Appendix 3 - Amazing Grace/Pisgah Transcription

Published online by Cambridge University Press:  22 March 2023

Larry Polansky
Affiliation:
Dartmouth College, New Hampshire
Judith Tick
Affiliation:
Northeastern University, Boston
Get access

Summary

from George Pullen Jackson, White and Negro Spirituals (New York: J. J. Augustin, 1943)

This unusually elaborate transcription comparing two spirituals is similar to those in OSC, but had a more purely analytic intent. It was originally included as a foldout insert at the end of Pullen Jackson's White and Negro Spirituals (published just a few years after OSC; see Tick, 279), and is currently out of print. Jackson explains and introduces this transcription in his book:

In Jacksonville I baited the congregation. I asked them to sing for me “Amazing Grace.” I had heard white Primitive Baptists sing it at Bildad Church in DeKalb Country, Tennessee, and I knew the song to be a favorite all over the rural Southeast… . This would be something to go by, I assured myself. I told Elder Graham I was going to try and sing along.

“That's fine,” he agreed, “but I reckon you won't be able to sing it like we do.”

And he was right. I started out bravely. I had to hold back. I had to hold long to one note-syllable until they caught up. I “twisted the tune” in my best country manner (which is not very good). They twisted it as I couldn’t. But all along I could see that they were singing the old familiar “Amazing Grace” tune as a surge song. I couldn't take down notes. I couldn't ask the congregation to repeat it, even once. So this song got away, too.

The song-catching task which stumped me has been performed without difficulty by the recording machine. Alan Lomax, Assistant in Charge of the Archive of American Folk Song in the Music Division of the Library of Congress, and his staff have made many recordings of the elusive surge songs and have thus bound them to the analyst's operating table. The song “Amazing Grace” on the sheet inserted at the end of this book, there is transcribed from one of the Archive disks [No. 2684A1, as sung by Jesse Allison and a group of Primitive Baptists in Livingston, Alabama; collected by John A. and Ruby T. Lomax in May, 1939]. It is the text which I had heard in Jacksonville associated with another tune. But what tune was it?

Type
Chapter
Information
The Music of American Folk Song
And Selected Other Writings on American Folk Music
, pp. 118 - 126
Publisher: Boydell & Brewer
Print publication year: 2001

Access options

Get access to the full version of this content by using one of the access options below. (Log in options will check for institutional or personal access. Content may require purchase if you do not have access.)

Save book to Kindle

To save this book to your Kindle, first ensure [email protected] is added to your Approved Personal Document E-mail List under your Personal Document Settings on the Manage Your Content and Devices page of your Amazon account. Then enter the ‘name’ part of your Kindle email address below. Find out more about saving to your Kindle.

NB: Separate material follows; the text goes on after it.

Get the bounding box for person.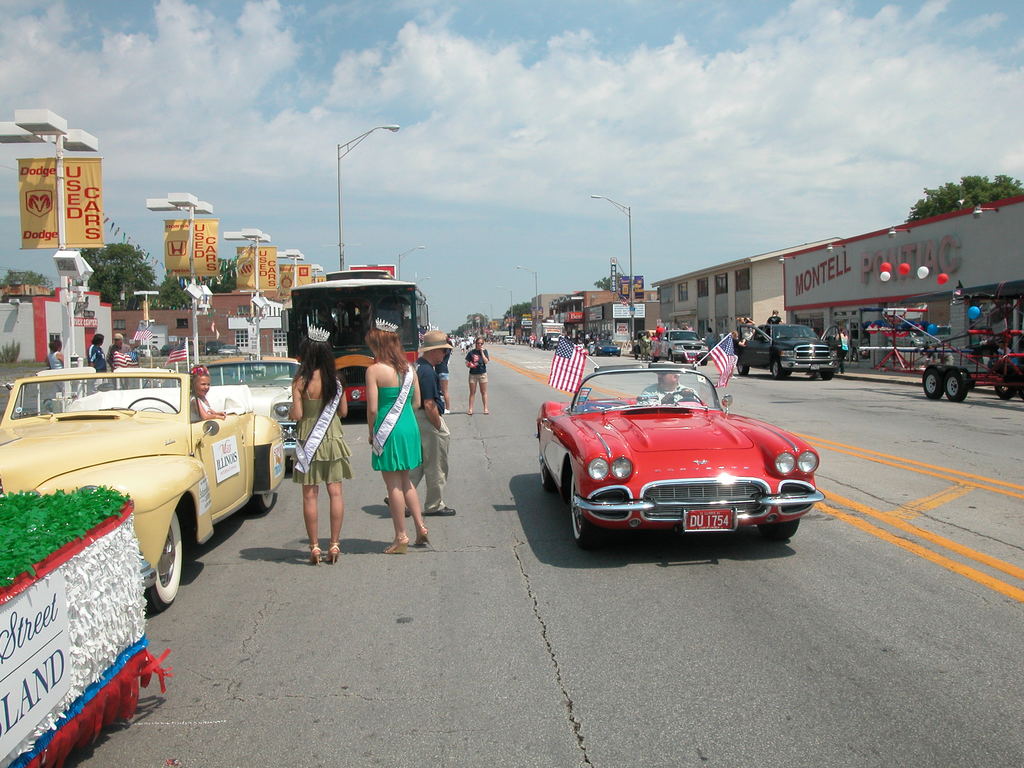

Note you can select to save to either the @free.kindle.com or @kindle.com variations. ‘@free.kindle.com’ emails are free but can only be saved to your device when it is connected to wi-fi. ‘@kindle.com’ emails can be delivered even when you are not connected to wi-fi, but note that service fees apply.

Find out more about the Kindle Personal Document Service.

Available formats
×

Save book to Dropbox

To save content items to your account, please confirm that you agree to abide by our usage policies. If this is the first time you use this feature, you will be asked to authorise Cambridge Core to connect with your account. Find out more about saving content to Dropbox.

Available formats
×

Save book to Google Drive

To save content items to your account, please confirm that you agree to abide by our usage policies. If this is the first time you use this feature, you will be asked to authorise Cambridge Core to connect with your account. Find out more about saving content to Google Drive.